Architizer News
Sneak Peek: Zumthor for Serpentine
April 4, 2011
Serpentine Gallery‘s annual architecture pavilion is the built world’s equivalent of viral video trailers: everyone’s buzzing about an end product they have zero information about. This year, even more so, as somewhat mysterious Swiss architect Peter Zumthor plots his sure-to-be-cerebral Serpentine Pavilion for London’s Hyde Park.
Today, the gallery released two (admittedly vague) renderings of the temporary space, which will be Zumthor’s first completed building in the UK and the gallery’s 11th such exhibition space. The big news? It will include a secret garden by Dutch designer Piet Oudolf, who also consulted on the High Line in New York City.
Click through to read more details.
According the gallery’s press release, Zumthor says his design, which emphasizes the sensory and emotional role of architecture, ‘aims to help its audience take the time to relax, to observe and then, perhaps, start to talk again – maybe not.’ As he is wont to do, the architect creates “contemplative spaces that evoke the spiritual dimension of our physical environment with a refined selection of materials.” His work is entirely aesthetic, but not esoteric, as the end goal is experiential and not just intellectual.
The concept: “The hortus conclusus, a contemplative room, a garden within a garden. The building acts as a stage, a backdrop for the interior garden of flowers and light. Through blackness and shadow one enters the building from the lawn and begins the transition into the central garden, a place abstracted from the world of noise and traffic and the smells of London – an interior space within which to sit, to walk, to observe the flowers.”
The materials: “The experience will be intense and memorable, as will the materials themselves – full of memory and time. The 2011 Pavilion will be constructed of a lightweight timber frame wrapped with scrim and coated with a black paste mixed with sand.”
The program: “Exterior and interior walls with staggered doorways will offer multiple paths for visitors to follow, gently guiding them to a central, hidden inner garden. The covered walkways and seating surrounding this central space will create a serene, contemplative environment from which visitors may look onto the richly planted sunlit garden, the heart and focus of the building.”
All information courtesy of Serpentine Gallery.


— Exercise —
Please show all lines of the records that include "group".

— Task inputs —
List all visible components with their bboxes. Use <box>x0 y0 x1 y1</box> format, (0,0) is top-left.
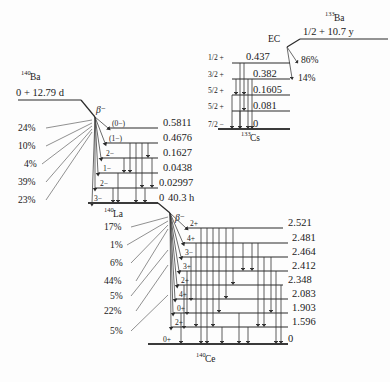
ce140-energy-label-2: 2.464 <box>292 246 316 257</box>
ce140-spin-label-2: 3− <box>185 248 193 257</box>
cs133-spin-label-2: 5/2 + <box>208 86 224 95</box>
ba140-parent-slope <box>81 100 95 117</box>
ce140-spin-label-1: 4+ <box>187 234 195 243</box>
la140-spin-label-4: 2− <box>100 179 108 188</box>
cs133-symbol-label: Cs <box>250 133 260 143</box>
ba140-branch-pct-1: 10% <box>18 140 36 151</box>
ce140-spin-label-7: 2+ <box>175 318 183 327</box>
ce140-energy-label-3: 2.412 <box>292 260 316 271</box>
ce140-energy-label-5: 2.083 <box>292 288 316 299</box>
ce140-energy-label-6: 1.903 <box>292 302 316 313</box>
ba140-branch-pct-2: 4% <box>24 158 37 169</box>
cs133-energy-label-1: 0.382 <box>253 68 277 79</box>
ba140-branch-pct-3: 39% <box>18 176 36 187</box>
ce140-spin-label-4: 2+ <box>181 276 189 285</box>
cs133-spin-label-0: 1/2 + <box>208 53 224 62</box>
ba140-symbol-label: Ba <box>30 72 41 82</box>
la140-branch-pct-0: 17% <box>104 221 122 232</box>
la140-energy-label-1: 0.4676 <box>163 132 192 143</box>
cs133-spin-label-3: 5/2 + <box>208 102 224 111</box>
la140-spin-label-2: 2− <box>106 149 114 158</box>
ba133-branch-pct-0: 86% <box>301 54 319 65</box>
decay-scheme-svg: 133 Ba 1/2 + 10.7 y EC 86% 14% 1/2 + 3/2… <box>0 0 390 382</box>
cs133-energy-label-4: 0 <box>253 118 258 129</box>
la140-pct-leader-1 <box>127 221 168 245</box>
cs133-group: 1/2 + 3/2 + 5/2 + 5/2 + 7/2 − 0.437 0.38… <box>208 51 290 143</box>
cs133-spin-label-1: 3/2 + <box>208 70 224 79</box>
la140-decay-slope <box>158 203 170 213</box>
ce140-energy-label-0: 2.521 <box>288 217 312 228</box>
la140-energy-label-2: 0.1627 <box>163 147 192 158</box>
ce140-energy-label-7: 1.596 <box>292 316 316 327</box>
la140-spin-label-5: 3− <box>94 194 102 203</box>
ce140-spin-label-0: 2+ <box>190 219 198 228</box>
la140-spin-label-1: (1−) <box>109 134 123 143</box>
la140-energy-label-4: 0.02997 <box>159 177 193 188</box>
ce140-energy-label-4: 2.348 <box>288 274 312 285</box>
ba133-head-label: 1/2 + 10.7 y <box>303 26 355 37</box>
cs133-energy-label-0: 0.437 <box>246 51 270 62</box>
la140-pct-leader-6 <box>131 295 168 331</box>
la140-energy-label-0: 0.5811 <box>163 117 192 128</box>
ba133-group: 133 Ba 1/2 + 10.7 y EC 86% 14% <box>268 10 388 83</box>
ce140-spin-label-3: 3+ <box>183 262 191 271</box>
la140-branch-pct-4: 5% <box>110 290 123 301</box>
cs133-energy-label-3: 0.081 <box>253 100 277 111</box>
cs133-spin-label-4: 7/2 − <box>208 120 224 129</box>
ba140-beta-feed-5 <box>92 117 95 203</box>
ce140-spin-label-8: 0+ <box>163 335 171 344</box>
ba140-group: 140 Ba 0 + 12.79 d β⁻ 24% 10% 4% 39% 23% <box>16 69 108 205</box>
la140-ground-halflife-label: 40.3 h <box>168 192 195 203</box>
ba140-beta-label: β⁻ <box>95 104 106 115</box>
ce140-energy-label-1: 2.481 <box>292 232 316 243</box>
ce140-energy-label-8: 0 <box>288 333 293 344</box>
ba133-symbol-label: Ba <box>334 13 345 23</box>
ba133-parent-slope <box>287 39 300 47</box>
la140-energy-label-3: 0.0438 <box>163 162 192 173</box>
ec-label: EC <box>268 33 280 44</box>
la140-spin-label-3: 1− <box>103 164 111 173</box>
la140-spin-label-0: (0−) <box>112 119 126 128</box>
decay-scheme-figure: 133 Ba 1/2 + 10.7 y EC 86% 14% 1/2 + 3/2… <box>0 0 390 382</box>
ce140-symbol-label: Ce <box>205 354 215 364</box>
ba140-head-label: 0 + 12.79 d <box>16 87 65 98</box>
la140-branch-pct-5: 22% <box>104 305 122 316</box>
la140-branch-pct-6: 5% <box>110 325 123 336</box>
la140-pct-leader-0 <box>131 217 168 227</box>
la140-energy-label-5: 0 <box>159 192 164 203</box>
la140-branch-pct-1: 1% <box>110 239 123 250</box>
ce140-spin-label-5: 4+ <box>179 290 187 299</box>
cs133-energy-label-2: 0.1605 <box>253 84 282 95</box>
la140-symbol-label: La <box>113 209 124 219</box>
la140-pct-leader-5 <box>136 265 168 311</box>
ba140-branch-pct-4: 23% <box>18 194 36 205</box>
ba133-branch-pct-1: 14% <box>298 72 316 83</box>
la140-branch-pct-2: 6% <box>110 257 123 268</box>
ba140-branch-pct-0: 24% <box>18 122 36 133</box>
ce140-group: 2+ 4+ 3− 3+ 2+ 4+ 0+ 2+ 0+ 2.521 2.481 2… <box>148 217 316 364</box>
la140-branch-pct-3: 44% <box>104 275 122 286</box>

— Written answer —
cs133-group: 1/2 + 3/2 + 5/2 + 5/2 + 7/2 − 0.437 0.38… <box>208 51 290 143</box>
ba133-group: 133 Ba 1/2 + 10.7 y EC 86% 14% <box>268 10 388 83</box>
ba140-group: 140 Ba 0 + 12.79 d β⁻ 24% 10% 4% 39% 23% <box>16 69 108 205</box>
ce140-group: 2+ 4+ 3− 3+ 2+ 4+ 0+ 2+ 0+ 2.521 2.481 2… <box>148 217 316 364</box>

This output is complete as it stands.